Maltese smokers will have to fork out more money to keep puffing in the next few years as the European Commission laid out new plans aimed at narrowing the difference in price levels of tobacco products in the 27 member states while cutting tobacco consumption.
According to computations made by the EU, the price of a packet of standard cigarettes in Malta will have to increase by 8.1% by 2014 in order to conform to the new rules on minimum taxation of tobacco products. At the same time, Brussels said that the increase in price in Malta should contribute to a reduction of 3.5 per cent in demand. The new proposed directive will need the green light of all the 27 EU member states in order to enter into force.
Smokers in the new EU member states are likely to be the most affected as taxes on cigarettes in these countries are still considered to be very low when compared to the EU average. Malta is however an exception as retail prices are already close to the average price in the EU. Currently, 60.82% of the price of a packet of cigarettes goes to the Exchequer in excise duty and VAT. Still, the EU say this is not enough.
According to the EU, its proposal, part of a four-year review of tobacco duties, would reduce smuggling.
The Commission's primary tool would be to increase the minimum tax that member states impose on cigarettes.

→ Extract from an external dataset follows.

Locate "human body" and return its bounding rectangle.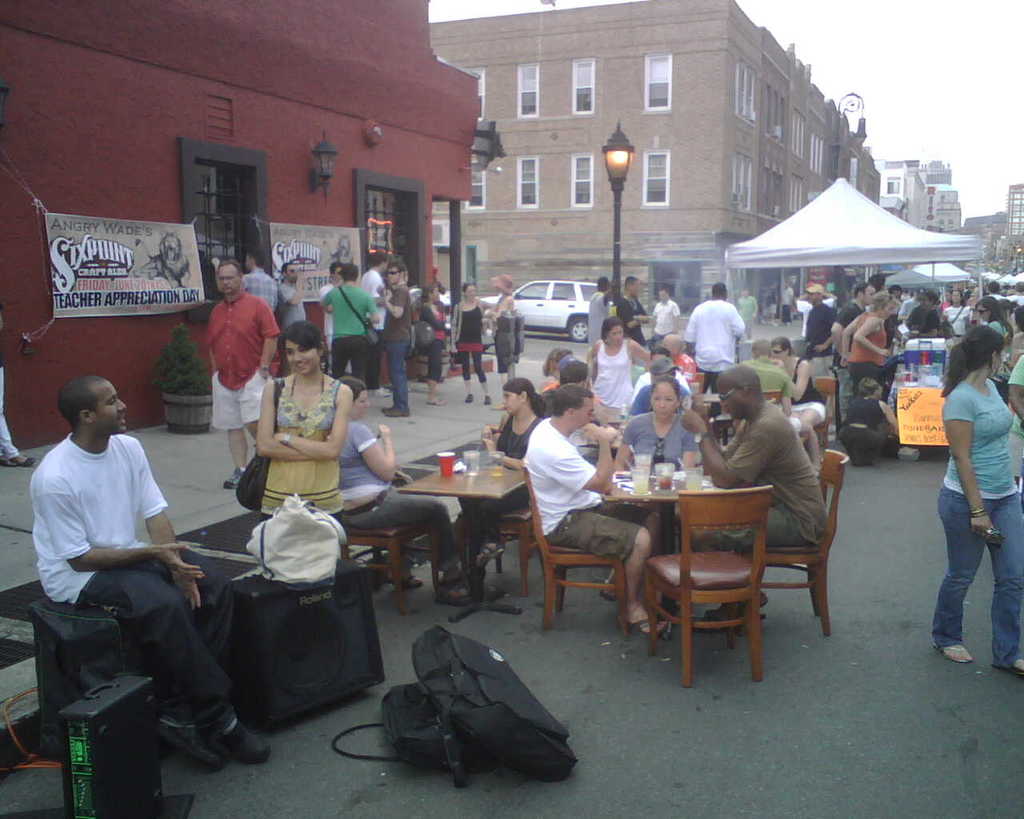
254/364/358/522.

At present, this minimum has two elements: the tax levied as a percentage of a packet's price, which must translate into a minimum price per 1,000 cigarettes. As a percentage, tax would have to rise from 57 per cent to 63 per cent by 2014 or from €64 per 1,000 cigarettes in the most popular price category to €90 for all categories.
Duties on loose-leaf tobacco would also be hiked to bring them more closely into line with those imposed on cigarettes.
A second element in the EU's plan is to tighten definitions of tobacco products because, during the past years, manufacturers have been able to re-classify products in order to quality for lower taxes.
Although through this new directive Maltese smokers would be badly hit, the impact on fellow smokers in some of the other new member states would be dramatic. According to EU calculations, while in countries like Denmark or Finland the price increase will be of about six per cent, in countries like Poland it will rise by 46 per cent.
Statistics show that in the five-year period between 2002 and 2006, excise duties in the EU rose by 33 per cent on average and cigarette consumption dropped 10 per cent.